Eukaryotes had mitochondria, so eukaryotes had power, so eukaryotes could experiment. All complex life on Earth—every animal, every plant, every fungus—descends from that original merger.
Nick Lane, in his book The Vital Question, argues that this is not a coincidence. Energy constraints fundamentally limit what life can do. The mitochondrial merger was the breakthrough that allowed life to escape the bacterial ceiling.
Not Just Powerplants
For a long time, mitochondria were treated as simple batteries. Fuel goes in, ATP comes out, end of story.
We now know they're much more than that.
Cell death gatekeepers. Mitochondria control apoptosis—programmed cell death. When a cell should die (because it's damaged, infected, or no longer needed), mitochondria release cytochrome c into the cytoplasm, triggering the cell's self-destruction cascade. They hold the kill switch.
Calcium buffers. Mitochondria take up and release calcium ions, modulating cytoplasmic calcium levels. This affects everything from muscle contraction to neurotransmitter release.
Biosynthetic hubs. Mitochondria are where certain essential molecules get made: heme (for hemoglobin), steroid hormones, iron-sulfur clusters (needed by many enzymes).
Stress sensors. Mitochondria detect nutrient status, oxygen levels, and cellular damage. They communicate this information to the nucleus through "retrograde signaling"—the organelle talking back to its host.
Immune activators. Damaged mitochondria release molecules that trigger inflammation. Mitochondrial DNA, if it leaks into the cytoplasm, looks like bacterial DNA to the immune system (because it is, evolutionarily), activating inflammatory pathways.
The more we study mitochondria, the more central they become to cellular physiology. They're not just the power plant. They're a regulatory hub, integrating information about cellular status and coordinating responses.
The Implications
The endosymbiotic origin of mitochondria has profound implications.
You are not genetically unified. Your nuclear genome and your mitochondrial genome have different evolutionary histories. They have to work together, but their interests don't always align. Mito-nuclear conflict is a real phenomenon, with implications for fertility, aging, and disease.

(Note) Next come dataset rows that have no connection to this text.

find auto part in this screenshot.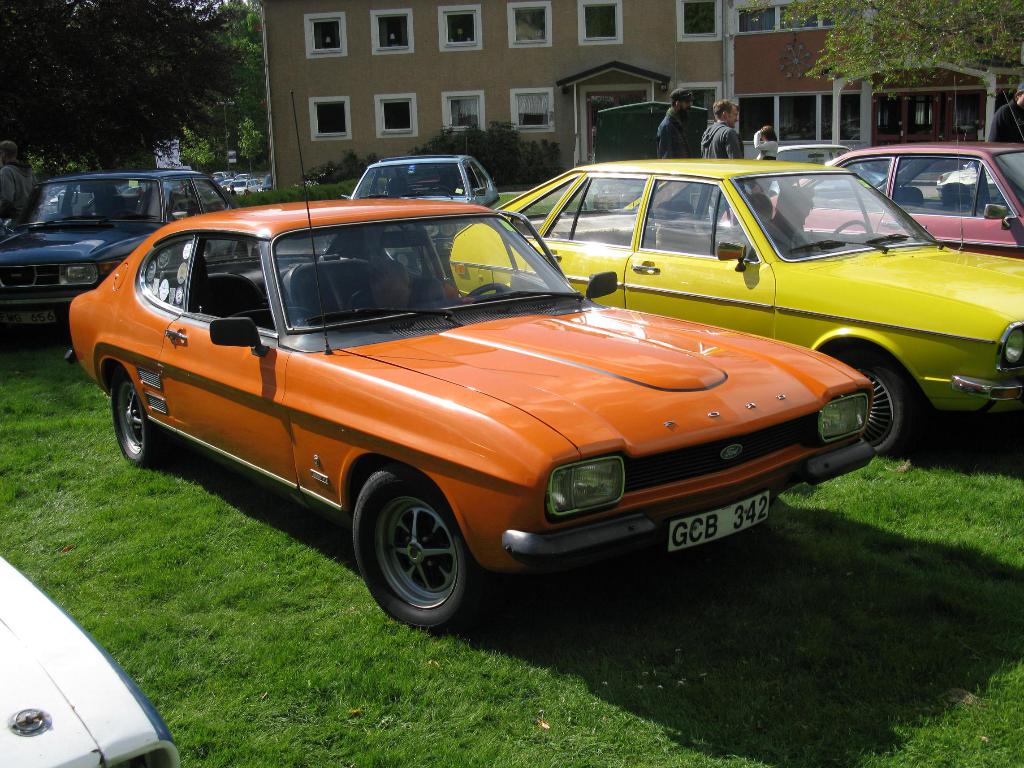
The bounding box for auto part is (353,465,488,632).
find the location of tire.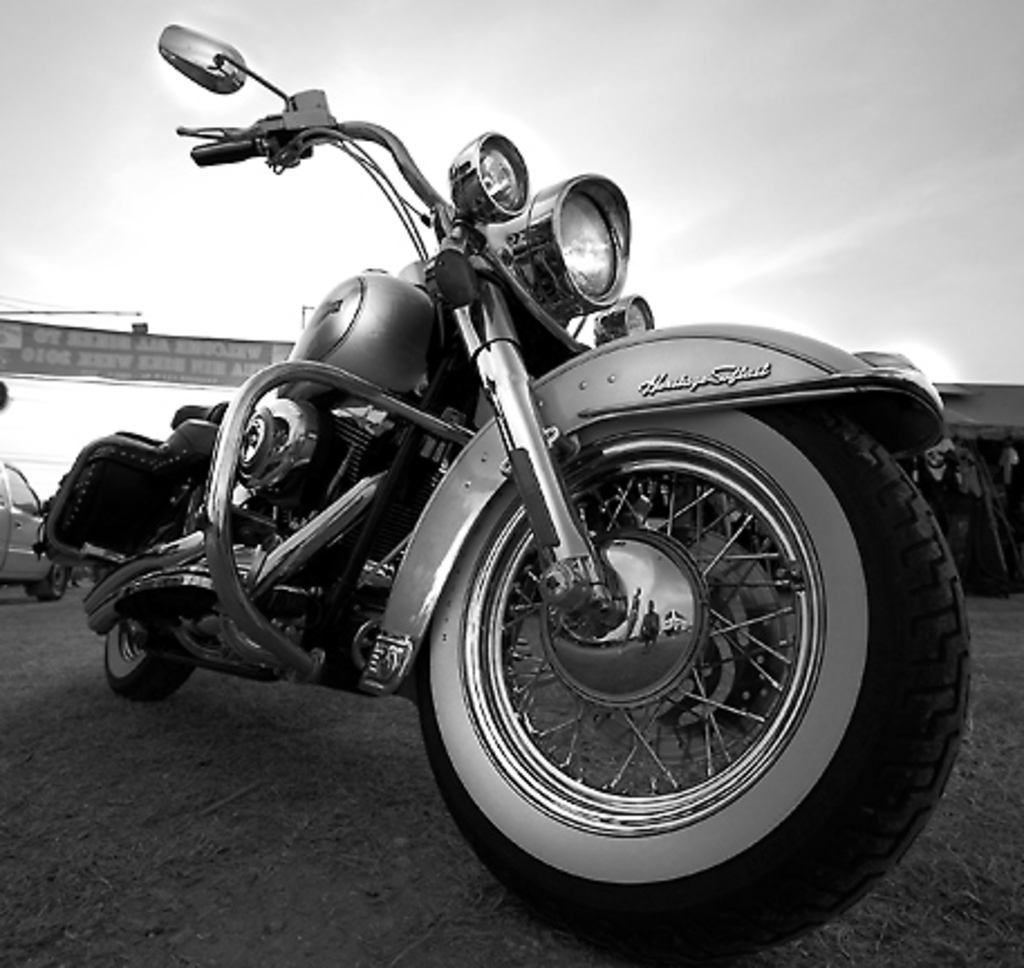
Location: bbox=(103, 614, 195, 699).
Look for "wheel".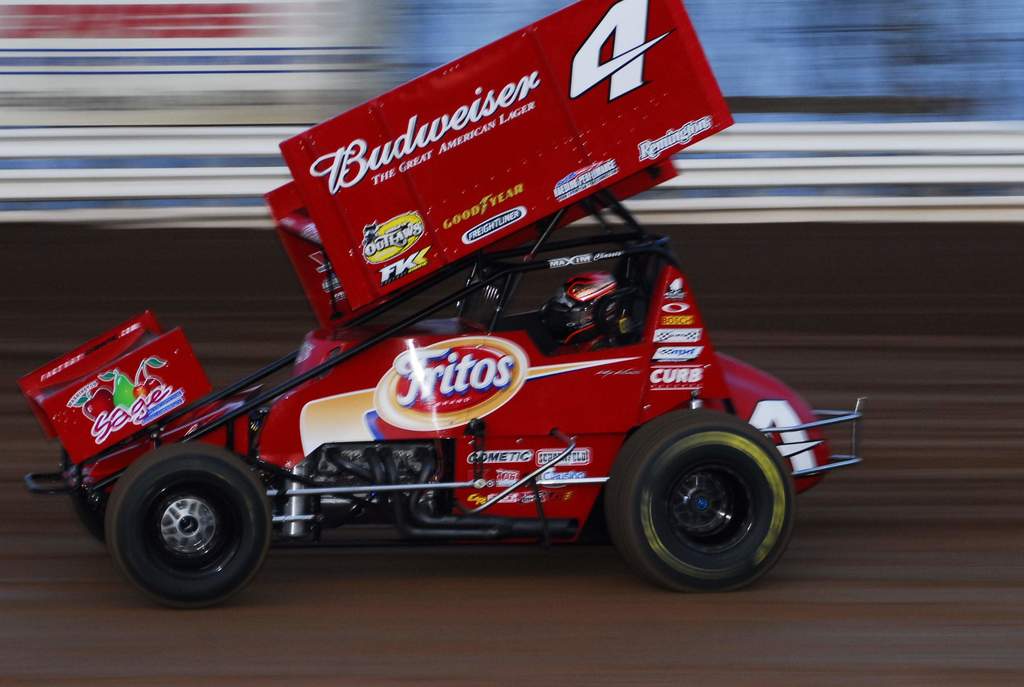
Found: bbox=(65, 455, 102, 534).
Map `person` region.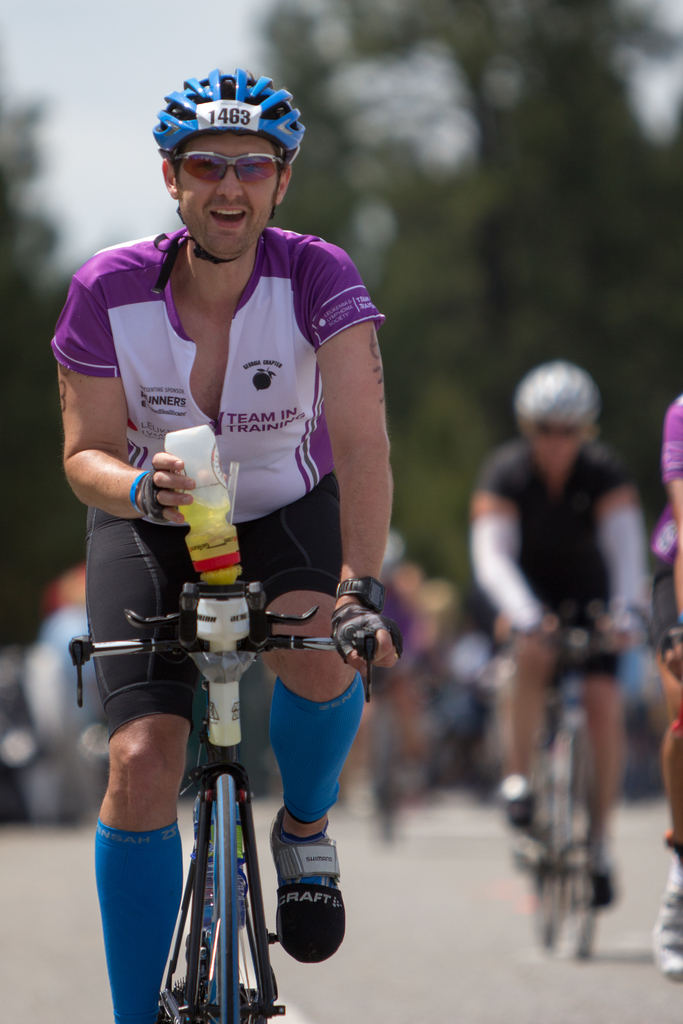
Mapped to <region>470, 346, 646, 897</region>.
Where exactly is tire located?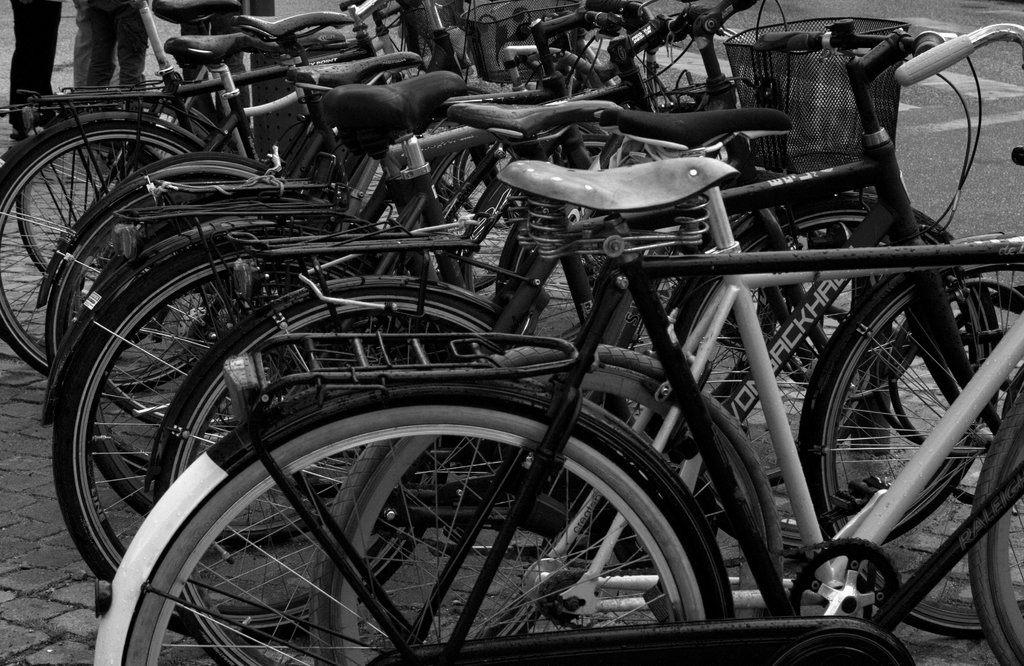
Its bounding box is [805,268,1023,638].
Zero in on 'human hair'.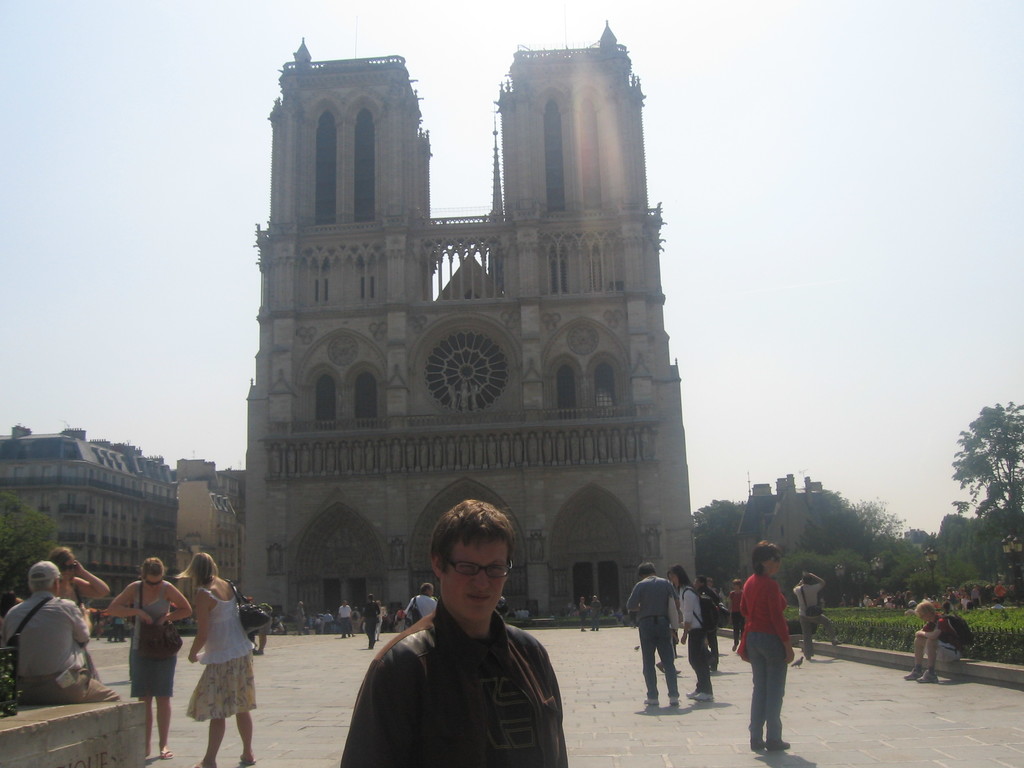
Zeroed in: 143/558/165/582.
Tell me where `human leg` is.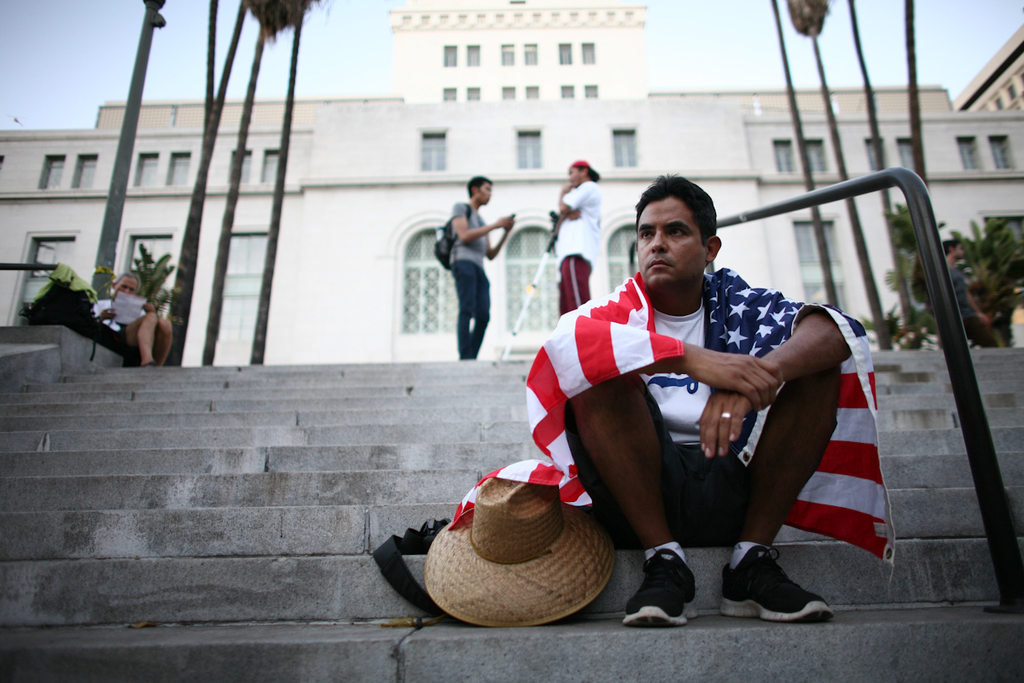
`human leg` is at 125:313:154:361.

Your mother is special. Mitochondria are inherited maternally (with rare exceptions). Your mitochondrial DNA came from your mother, and hers from her mother, in an unbroken chain back to the original merger. Paternal mitochondria are actively destroyed after fertilization. You carry your mother's bacterial symbionts.
Cooperation can outcompete competition. The merger that created eukaryotes wasn't a competitive victory. It was a collaborative one. Two organisms combined their capabilities and became more than either could be alone. Evolution isn't only about struggle; it's also about partnership.
Identity is complicated. Where do "you" end and your mitochondria begin? They have their own genome, their own replication, their own evolutionary interests. They're inside you, but are they you? The boundaries of the self blur when you look closely.
Further Reading
- Margulis, L. (1967). "On the origin of mitosing cells." Journal of Theoretical Biology. - Lane, N. (2015). The Vital Question: Energy, Evolution, and the Origins of Complex Life. W.W. Norton. - Gray, M. W. (2012). "Mitochondrial Evolution." Cold Spring Harbor Perspectives in Biology. - Roger, A. J., Muñoz-Gómez, S. A., & Kamikawa, R. (2017). "The Origin and Diversification of Mitochondria." Current Biology.
This is Part 1 of the Mitochondria Mythos series, exploring the bacterial engines at the heart of complex life. Next: "ATP: The Energy Currency of Life."